State, as one number, how many lines in these records hold "will".

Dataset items
────────────────────
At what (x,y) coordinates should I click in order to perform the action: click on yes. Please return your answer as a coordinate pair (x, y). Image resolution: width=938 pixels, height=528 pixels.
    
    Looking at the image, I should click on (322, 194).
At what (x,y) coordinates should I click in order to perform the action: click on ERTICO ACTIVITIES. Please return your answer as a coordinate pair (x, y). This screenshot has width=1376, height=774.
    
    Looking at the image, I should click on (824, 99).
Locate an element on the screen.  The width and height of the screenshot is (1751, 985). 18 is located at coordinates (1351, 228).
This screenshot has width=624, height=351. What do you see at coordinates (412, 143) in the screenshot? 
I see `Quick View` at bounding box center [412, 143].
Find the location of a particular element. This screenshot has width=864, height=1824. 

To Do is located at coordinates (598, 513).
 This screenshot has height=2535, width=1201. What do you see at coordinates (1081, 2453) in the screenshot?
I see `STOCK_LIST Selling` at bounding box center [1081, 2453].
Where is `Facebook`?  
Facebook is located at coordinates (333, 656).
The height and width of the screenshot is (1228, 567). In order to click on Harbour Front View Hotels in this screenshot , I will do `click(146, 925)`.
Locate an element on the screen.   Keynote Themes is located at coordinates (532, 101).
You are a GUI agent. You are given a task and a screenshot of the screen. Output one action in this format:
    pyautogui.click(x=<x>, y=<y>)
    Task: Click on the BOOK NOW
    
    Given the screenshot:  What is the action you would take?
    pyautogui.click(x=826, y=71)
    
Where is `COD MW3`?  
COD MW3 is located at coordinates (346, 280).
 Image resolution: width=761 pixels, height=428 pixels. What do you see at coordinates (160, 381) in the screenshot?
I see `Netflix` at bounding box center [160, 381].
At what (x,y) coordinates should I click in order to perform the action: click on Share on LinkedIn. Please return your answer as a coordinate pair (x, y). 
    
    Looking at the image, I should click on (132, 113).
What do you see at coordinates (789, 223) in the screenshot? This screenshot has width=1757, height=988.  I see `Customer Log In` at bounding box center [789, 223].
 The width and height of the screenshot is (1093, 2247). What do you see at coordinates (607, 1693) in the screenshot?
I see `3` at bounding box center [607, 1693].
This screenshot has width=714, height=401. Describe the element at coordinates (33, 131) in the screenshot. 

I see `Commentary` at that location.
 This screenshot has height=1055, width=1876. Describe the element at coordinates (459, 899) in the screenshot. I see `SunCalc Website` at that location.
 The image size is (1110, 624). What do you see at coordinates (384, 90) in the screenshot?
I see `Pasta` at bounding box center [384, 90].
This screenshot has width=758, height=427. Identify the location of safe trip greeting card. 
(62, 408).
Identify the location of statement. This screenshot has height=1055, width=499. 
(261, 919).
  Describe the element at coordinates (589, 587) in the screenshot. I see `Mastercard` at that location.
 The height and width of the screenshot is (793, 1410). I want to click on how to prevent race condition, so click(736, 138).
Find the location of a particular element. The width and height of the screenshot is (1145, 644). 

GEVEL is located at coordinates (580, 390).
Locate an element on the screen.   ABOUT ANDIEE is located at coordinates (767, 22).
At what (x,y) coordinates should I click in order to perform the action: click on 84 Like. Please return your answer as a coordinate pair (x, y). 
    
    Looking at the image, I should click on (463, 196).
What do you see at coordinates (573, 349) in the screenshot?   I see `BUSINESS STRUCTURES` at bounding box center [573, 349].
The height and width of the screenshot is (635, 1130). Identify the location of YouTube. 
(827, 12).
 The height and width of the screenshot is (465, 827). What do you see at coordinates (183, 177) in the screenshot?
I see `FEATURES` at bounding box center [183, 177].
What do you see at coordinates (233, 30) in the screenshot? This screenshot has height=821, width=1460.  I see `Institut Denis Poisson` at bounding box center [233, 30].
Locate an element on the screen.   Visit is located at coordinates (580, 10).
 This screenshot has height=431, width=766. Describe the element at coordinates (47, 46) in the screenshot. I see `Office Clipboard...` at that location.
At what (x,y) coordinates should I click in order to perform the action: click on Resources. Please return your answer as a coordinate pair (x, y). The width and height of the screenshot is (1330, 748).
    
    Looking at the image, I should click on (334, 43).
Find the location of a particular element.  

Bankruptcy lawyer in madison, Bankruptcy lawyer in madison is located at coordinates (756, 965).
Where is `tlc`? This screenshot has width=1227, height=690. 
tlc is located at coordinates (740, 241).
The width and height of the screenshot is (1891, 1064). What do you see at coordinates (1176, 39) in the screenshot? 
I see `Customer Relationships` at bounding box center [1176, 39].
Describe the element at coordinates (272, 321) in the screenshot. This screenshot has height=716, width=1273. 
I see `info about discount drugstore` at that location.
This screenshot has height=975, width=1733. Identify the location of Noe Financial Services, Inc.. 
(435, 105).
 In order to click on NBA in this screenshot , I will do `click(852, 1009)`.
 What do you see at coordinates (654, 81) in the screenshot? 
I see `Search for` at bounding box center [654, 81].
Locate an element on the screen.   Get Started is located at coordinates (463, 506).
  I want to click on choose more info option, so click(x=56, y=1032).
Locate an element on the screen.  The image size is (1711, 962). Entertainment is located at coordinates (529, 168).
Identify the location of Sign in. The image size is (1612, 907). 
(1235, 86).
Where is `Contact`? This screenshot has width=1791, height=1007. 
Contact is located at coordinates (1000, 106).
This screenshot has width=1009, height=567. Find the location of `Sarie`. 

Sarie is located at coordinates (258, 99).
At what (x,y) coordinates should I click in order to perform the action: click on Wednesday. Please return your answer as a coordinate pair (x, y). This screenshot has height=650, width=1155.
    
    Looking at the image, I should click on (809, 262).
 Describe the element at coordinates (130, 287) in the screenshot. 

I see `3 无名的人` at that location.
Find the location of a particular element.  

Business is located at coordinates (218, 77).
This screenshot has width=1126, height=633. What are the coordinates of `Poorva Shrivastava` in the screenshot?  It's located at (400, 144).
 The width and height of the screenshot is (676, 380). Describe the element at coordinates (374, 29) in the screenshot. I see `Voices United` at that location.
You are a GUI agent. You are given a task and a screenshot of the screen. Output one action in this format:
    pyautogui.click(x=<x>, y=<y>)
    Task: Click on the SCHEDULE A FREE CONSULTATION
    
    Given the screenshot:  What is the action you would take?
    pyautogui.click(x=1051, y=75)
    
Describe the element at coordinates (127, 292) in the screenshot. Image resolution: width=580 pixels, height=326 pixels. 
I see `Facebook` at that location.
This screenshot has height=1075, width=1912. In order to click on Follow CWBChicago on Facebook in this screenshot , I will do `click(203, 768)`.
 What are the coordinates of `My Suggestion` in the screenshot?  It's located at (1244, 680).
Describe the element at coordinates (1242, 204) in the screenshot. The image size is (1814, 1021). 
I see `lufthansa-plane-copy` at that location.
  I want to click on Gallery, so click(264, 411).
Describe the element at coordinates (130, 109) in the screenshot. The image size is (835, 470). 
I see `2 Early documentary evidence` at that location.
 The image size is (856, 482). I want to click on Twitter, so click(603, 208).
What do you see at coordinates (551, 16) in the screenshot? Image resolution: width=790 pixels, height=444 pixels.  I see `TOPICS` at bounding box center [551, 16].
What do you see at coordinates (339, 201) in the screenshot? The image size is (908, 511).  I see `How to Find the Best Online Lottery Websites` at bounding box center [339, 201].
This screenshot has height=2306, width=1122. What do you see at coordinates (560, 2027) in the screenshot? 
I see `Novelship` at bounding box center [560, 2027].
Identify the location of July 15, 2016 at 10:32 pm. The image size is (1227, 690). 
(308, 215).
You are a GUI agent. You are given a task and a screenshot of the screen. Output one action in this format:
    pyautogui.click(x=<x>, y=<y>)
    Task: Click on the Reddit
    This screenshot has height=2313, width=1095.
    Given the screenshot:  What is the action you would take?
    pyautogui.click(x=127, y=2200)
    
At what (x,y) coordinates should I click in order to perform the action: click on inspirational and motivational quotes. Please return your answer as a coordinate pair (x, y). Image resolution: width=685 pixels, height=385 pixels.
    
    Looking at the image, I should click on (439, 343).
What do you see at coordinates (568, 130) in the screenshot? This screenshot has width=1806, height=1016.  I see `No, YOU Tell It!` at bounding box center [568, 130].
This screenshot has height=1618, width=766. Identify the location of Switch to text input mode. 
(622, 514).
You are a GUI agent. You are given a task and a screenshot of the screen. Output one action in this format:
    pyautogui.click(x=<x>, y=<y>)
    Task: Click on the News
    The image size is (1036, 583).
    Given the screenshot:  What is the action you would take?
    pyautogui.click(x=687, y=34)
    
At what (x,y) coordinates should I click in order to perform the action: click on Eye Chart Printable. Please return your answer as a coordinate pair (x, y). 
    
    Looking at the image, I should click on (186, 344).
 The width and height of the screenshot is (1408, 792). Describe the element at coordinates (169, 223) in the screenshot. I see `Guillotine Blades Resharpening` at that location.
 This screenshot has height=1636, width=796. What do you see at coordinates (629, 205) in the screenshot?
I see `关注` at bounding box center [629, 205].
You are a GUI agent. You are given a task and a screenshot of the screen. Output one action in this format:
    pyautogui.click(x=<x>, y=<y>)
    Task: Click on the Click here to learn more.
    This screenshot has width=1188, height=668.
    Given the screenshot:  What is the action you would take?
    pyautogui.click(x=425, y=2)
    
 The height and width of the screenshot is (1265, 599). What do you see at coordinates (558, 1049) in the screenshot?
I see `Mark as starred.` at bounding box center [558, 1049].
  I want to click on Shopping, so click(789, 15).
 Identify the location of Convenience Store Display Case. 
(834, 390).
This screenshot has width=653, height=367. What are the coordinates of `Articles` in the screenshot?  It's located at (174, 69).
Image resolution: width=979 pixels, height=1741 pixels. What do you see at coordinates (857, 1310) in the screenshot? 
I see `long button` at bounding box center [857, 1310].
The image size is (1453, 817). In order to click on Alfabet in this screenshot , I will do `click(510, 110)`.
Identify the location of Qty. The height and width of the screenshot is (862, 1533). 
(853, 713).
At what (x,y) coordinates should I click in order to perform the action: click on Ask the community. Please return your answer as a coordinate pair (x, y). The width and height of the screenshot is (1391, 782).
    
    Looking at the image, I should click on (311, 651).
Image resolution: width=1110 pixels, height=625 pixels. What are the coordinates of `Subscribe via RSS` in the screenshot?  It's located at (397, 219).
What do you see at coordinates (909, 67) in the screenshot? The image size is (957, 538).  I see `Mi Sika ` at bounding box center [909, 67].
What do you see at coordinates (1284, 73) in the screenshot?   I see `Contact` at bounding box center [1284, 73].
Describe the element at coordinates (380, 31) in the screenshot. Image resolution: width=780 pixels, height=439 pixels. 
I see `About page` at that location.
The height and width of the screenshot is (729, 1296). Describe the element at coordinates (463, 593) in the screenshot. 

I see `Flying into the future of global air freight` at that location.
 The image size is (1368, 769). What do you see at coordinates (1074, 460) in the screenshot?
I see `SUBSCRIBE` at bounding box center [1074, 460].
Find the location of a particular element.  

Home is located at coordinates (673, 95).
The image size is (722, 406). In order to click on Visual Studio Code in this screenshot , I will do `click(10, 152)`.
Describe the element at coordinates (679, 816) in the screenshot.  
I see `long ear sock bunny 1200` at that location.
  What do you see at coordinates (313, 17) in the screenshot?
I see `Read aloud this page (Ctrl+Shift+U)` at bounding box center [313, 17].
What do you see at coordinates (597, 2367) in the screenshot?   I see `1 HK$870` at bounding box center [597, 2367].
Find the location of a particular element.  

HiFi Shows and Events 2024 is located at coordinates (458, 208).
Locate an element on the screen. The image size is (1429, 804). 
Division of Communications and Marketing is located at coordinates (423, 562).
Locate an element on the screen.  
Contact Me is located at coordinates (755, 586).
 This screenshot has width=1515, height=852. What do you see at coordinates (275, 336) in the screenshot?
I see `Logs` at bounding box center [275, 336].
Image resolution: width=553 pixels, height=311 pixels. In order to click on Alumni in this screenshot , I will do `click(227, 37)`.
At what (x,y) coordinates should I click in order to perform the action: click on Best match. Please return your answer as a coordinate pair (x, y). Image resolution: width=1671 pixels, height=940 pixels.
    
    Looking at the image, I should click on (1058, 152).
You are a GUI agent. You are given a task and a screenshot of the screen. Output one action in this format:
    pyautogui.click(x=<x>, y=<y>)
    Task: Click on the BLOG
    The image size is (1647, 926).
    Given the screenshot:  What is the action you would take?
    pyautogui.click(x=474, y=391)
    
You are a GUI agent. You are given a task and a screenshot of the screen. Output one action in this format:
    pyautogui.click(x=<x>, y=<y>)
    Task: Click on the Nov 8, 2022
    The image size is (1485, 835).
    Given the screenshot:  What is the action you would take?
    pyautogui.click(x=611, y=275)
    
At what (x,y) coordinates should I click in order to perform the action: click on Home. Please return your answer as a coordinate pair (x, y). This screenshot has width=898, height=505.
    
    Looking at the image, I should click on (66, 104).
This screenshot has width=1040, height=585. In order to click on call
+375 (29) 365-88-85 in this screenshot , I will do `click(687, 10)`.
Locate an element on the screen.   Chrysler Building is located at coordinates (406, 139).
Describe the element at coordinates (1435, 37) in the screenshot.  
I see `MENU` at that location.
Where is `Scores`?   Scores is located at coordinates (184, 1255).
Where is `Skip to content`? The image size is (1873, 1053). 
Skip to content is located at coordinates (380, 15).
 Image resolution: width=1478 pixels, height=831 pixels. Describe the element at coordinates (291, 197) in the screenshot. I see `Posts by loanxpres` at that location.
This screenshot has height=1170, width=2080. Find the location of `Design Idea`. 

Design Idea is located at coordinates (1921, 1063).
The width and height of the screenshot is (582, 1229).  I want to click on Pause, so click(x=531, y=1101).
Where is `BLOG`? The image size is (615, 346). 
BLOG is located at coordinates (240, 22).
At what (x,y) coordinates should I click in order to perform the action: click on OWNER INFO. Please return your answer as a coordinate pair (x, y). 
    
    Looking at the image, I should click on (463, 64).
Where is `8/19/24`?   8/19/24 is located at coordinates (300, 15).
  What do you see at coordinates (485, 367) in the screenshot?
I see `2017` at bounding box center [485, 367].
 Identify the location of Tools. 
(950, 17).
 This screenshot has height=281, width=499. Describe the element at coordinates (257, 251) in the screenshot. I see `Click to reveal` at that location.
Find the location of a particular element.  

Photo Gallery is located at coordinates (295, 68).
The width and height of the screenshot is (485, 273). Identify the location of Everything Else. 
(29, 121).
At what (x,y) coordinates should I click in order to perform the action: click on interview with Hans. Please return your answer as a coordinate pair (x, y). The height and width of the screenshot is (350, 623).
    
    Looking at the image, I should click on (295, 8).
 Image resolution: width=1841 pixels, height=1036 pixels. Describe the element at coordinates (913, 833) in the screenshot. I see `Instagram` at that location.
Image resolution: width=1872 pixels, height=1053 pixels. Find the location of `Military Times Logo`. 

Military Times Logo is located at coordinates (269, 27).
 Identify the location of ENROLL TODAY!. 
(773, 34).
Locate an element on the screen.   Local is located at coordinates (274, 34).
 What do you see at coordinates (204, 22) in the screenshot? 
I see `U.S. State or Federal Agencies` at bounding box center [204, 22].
────────────────────
### Exercise solution
7